The theme of Tuesday was ‘Media & Service Design’, and it followed the same format as the day before, morning lectures and afternoon workshops.
Highlights from Tuesday were :
• ‘Our Mission is User Experience: The Design of Zipcar’s Service’ the keynote by Zipcar’s CEO, Scott Griffith
As a Zipcar member, I enjoyed the reminder that their [...]
The theme of Tuesday was ‘Media & Service Design’, and it followed the same format as the day before, morning lectures and afternoon workshops.
Highlights from Tuesday were :
• ‘Our Mission is User Experience: The Design of Zipcar’s Service’ the keynote by Zipcar’s CEO, Scott Griffith
As a Zipcar member, I enjoyed the reminder that their product is not the car, but the service. Griffith noted ‘Zipcar is really an IT and Marketing company that happens to have a lot of cars.’ Great stuff! I can’t wait to see how the Zipcar service improves with their new site debut soon!
• ‘The DailyShow.com, FakeNews, 24/7′
Audrey Chen, a Sr. IA for ComedyCentral.com, spoke about her team’s tricky tasks of designing for massive amounts of content. She spoke about having to hire 2 full time screening teams (for day/night shifts) to screen hundreds of thousands of hours of the Daily Show. The screeners were hired to continually watch the show and constantly tag the Daily Show jokes. These tags were necessary for back-end taxonomies, but also for front-end users’ findability. Needless to say, I now have a very high respect for UX professionals working with a ton of media like Chen.
• ‘TV With an API!’
My friend Rod Naber and his coworker Dan Levine, both who work for Current, spoke about how TV is struggling and how they’re experimenting across their tv network as well as their social news website. I wish I had taken more notes during their talk. I was involved (and impressed) in how quickly they were responding to audience member’s questions via real-time tweets. Nice job!
Workshop: Designing Gestural Interfaces by Dan Saffer
My coworker Sabih and I both signed up for this workshop and were in the same group for the hands-on portion. We were tasked with concepting and prototyping a touchscreen installation. The installation would be in music stores and allow users to sample and purchase music.
Our group decided on a circular table top installation that would serve many different users simultaneously (similar to Microsoft Surface). We didn’t have much trouble with concepting the physical architecture of the installation. The trouble came later when we all had different thoughts on what gestures would trigger interface results. It was frustrating to see many of our ideas were directly copied from common iPhone gestures. We couldn’t seem to find any unique gesture that seemed ‘right’ for an action. This may have been because, in general, we all are somewhat inexperienced with gestural interfaces. It also may be due to the iPhone being the first mainstream device of its kind. We’ve adapted the gestures so quickly that we tend to only focus on what we access, instead of how we access.
While I was working on my masters thesis last yr, I concepted, designed, and prototyped a touchscreen device that used gestural interfaces. I took a lot of guesses (especially since the design was done pre-iphone). This workshop was a great intro, and would have been very helpful for me to take prior to completing my thesis.
Anyway, I’ll check out Saffer’s upcoming book, and hopefully be able to do more gestural interface designing soon.
Last 2 days of UX Week in the next post…

One Comment
Touche… how about a comment *and* a RSS subscriber?
Loving the linkalicious recaps… i missed so many of the other speakers while reciting my parts in the mirror
I really liked Audrey’s presentation (especially the timeline browsing interface and the quotes on top of identical-looking thumbnails) and was really bummed to miss the Zipcar talk.
Gotta say that Bruce Sterling blew my mind on the last day — i don’t even think i can begin to recap what he said.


▸ **Work to complete**
Answer with one number only: the count of lines below that hold the word "swatch".
-- Opening Marker --
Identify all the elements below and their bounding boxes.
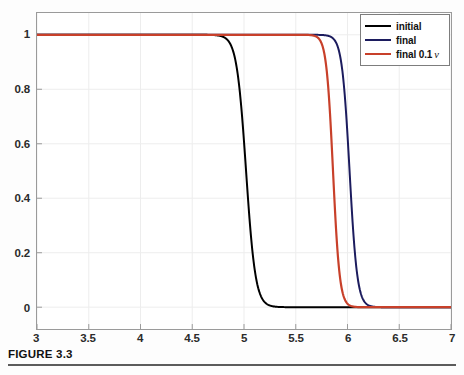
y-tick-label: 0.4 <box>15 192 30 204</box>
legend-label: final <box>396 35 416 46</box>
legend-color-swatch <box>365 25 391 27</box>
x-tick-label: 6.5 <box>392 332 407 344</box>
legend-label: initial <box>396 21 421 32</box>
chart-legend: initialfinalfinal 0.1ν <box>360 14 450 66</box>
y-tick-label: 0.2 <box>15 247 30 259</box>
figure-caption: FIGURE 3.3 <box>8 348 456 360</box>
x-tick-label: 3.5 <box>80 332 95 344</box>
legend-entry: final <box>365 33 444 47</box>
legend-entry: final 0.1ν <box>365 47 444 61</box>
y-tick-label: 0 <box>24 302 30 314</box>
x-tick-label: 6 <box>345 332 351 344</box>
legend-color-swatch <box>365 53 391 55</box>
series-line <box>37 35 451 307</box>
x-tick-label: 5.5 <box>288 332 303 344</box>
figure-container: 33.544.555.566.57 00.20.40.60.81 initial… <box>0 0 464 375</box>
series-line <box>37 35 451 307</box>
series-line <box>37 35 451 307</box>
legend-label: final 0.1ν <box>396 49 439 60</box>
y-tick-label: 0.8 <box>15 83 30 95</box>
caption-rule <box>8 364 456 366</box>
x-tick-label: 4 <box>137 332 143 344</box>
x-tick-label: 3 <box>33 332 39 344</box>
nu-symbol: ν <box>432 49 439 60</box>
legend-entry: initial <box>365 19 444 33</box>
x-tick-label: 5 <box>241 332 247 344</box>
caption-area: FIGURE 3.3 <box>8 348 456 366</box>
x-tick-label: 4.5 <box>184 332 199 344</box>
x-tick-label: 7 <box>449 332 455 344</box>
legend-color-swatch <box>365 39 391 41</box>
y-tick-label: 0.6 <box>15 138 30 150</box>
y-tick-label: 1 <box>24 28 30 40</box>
-- Closing Marker --
▸ **Exercise result**
3